Indonesia’s Lion Air crash report calls for redesign of Boeing 737 MAX, better training for pilots
- An advance copy of a final report into the crash that killed all 189 people on board last October found a number of issues with the aircraft made by US aviation giant Boeing
- Lion Air should have grounded the jet following faults on earlier flights, it said, adding that 31 pages were missing from October maintenance logs
An advance copy of a final report into the crash of the Boeing 737 MAX that crashed on October 29, 2018 was obtained by The Seattle Times, which published the report.
Indonesian investigators on Wednesday told families of the victims that a mix of factors contributed to the crash, including mechanical and design issues and a lack of documentation about how systems would behave.
“Deficiencies” in the flight crew’s communication and manual control of the aircraft contributed to the crash, as did alerts and distractions in the cockpit, according to slides presented to the families.
The final report said the first officer was unfamiliar with procedures and had shown issues handling the aircraft during training, according to The Seattle Times.
When the aircraft encountered airspeed reading problems after take-off, the first officer had to be asked twice by the captain to perform the checklist and it took him four minutes to find it in the quick reference handbook, the newspaper said.

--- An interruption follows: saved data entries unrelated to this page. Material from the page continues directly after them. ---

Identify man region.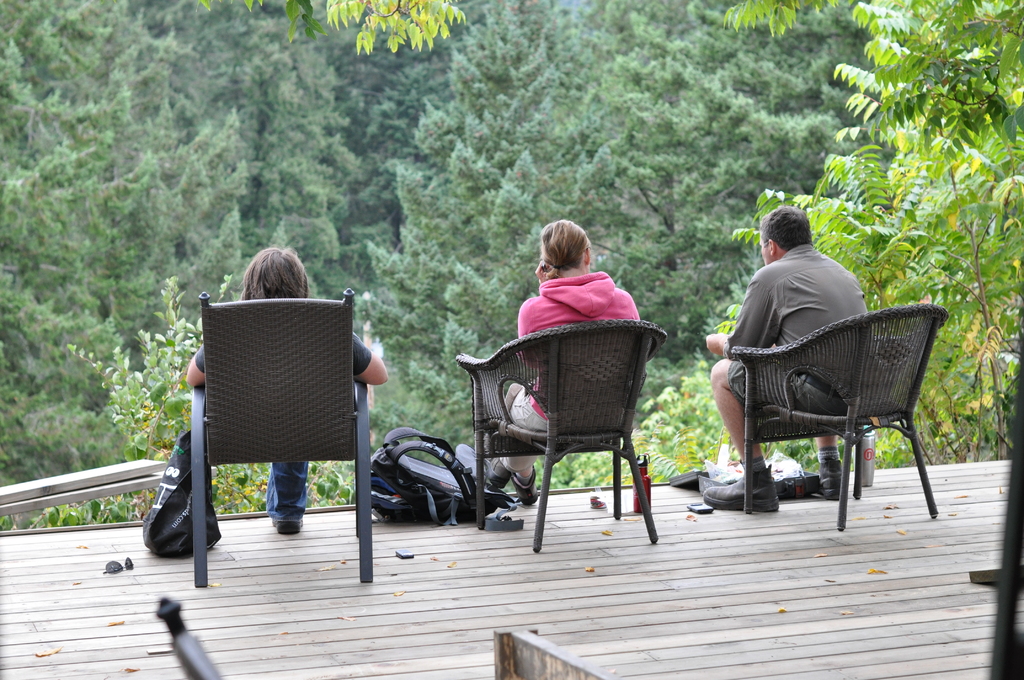
Region: box(679, 200, 879, 514).
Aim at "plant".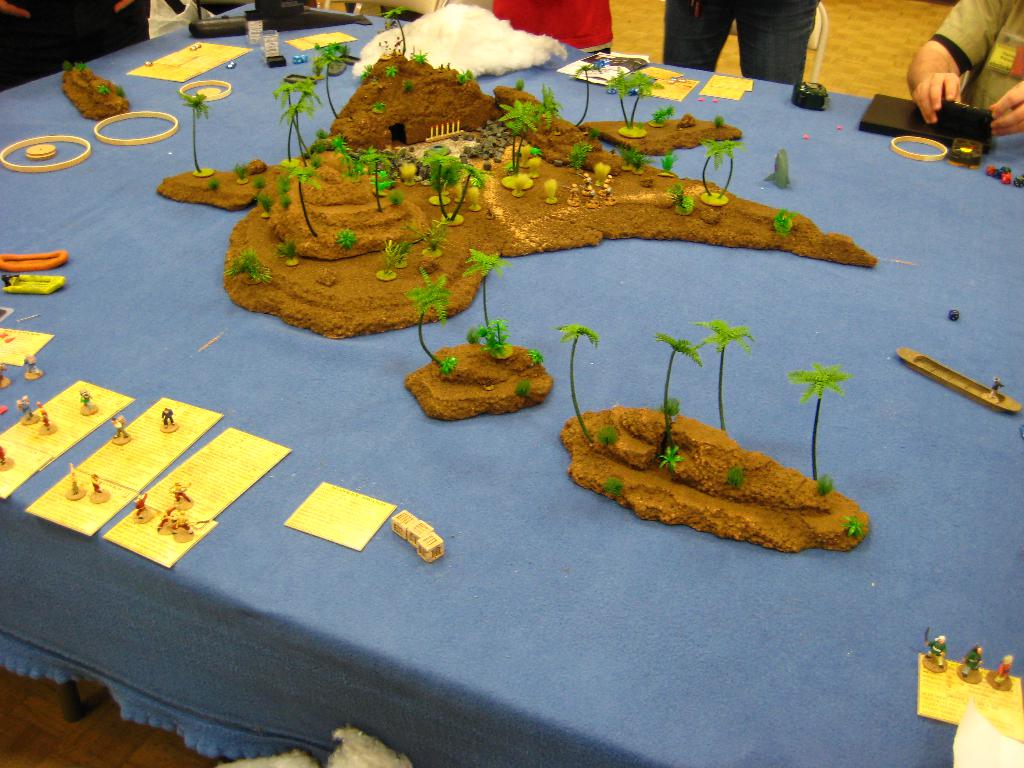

The report also found that a critical sensor providing data to an anti-stall system had been miscalibrated by a repair shop in Florida and that there were strong indications that it was not tested during installation by Lion Air maintenance staff.
Lion Air should have grounded the jet following faults on earlier flights, the report said, adding that 31 pages were missing from the airline’s October maintenance logs.
Lion Air did not respond to a request for comment.
In the report, Indonesian regulators recommended a redesign of the anti-stall system known as MCAS that automatically pushed the plane’s nose down, leaving pilots fighting for control.
Boeing has already said it would remake the system and provide more information about it in pilot manuals.
According to the report, Boeing’s safety assessment assumed pilots would respond within three seconds of a system malfunction but on the flight that crashed and one that experienced the same problem the previous evening, it took both crews about eight seconds to respond, The Seattle Times said.
Boeing had reasoned that MCAS could be countered by a pilot pulling back on the control column alone, but events and subsequent tests showed that cut-out switches needed to be used, the paper cited the report as saying.
In December 2018, accident investigators and Boeing conducted a simulator test and found that after just two activations of MCAS, absent counteraction from the pilot, the control column became “too heavy” to move, the newspaper said.
The final report will be released publicly on Friday. Boeing has said it cannot comment before the release of the report.
A panel of international air safety regulators this month also faulted Boeing for assumptions it made in designing the 737 MAX and found areas where Boeing could improve processes.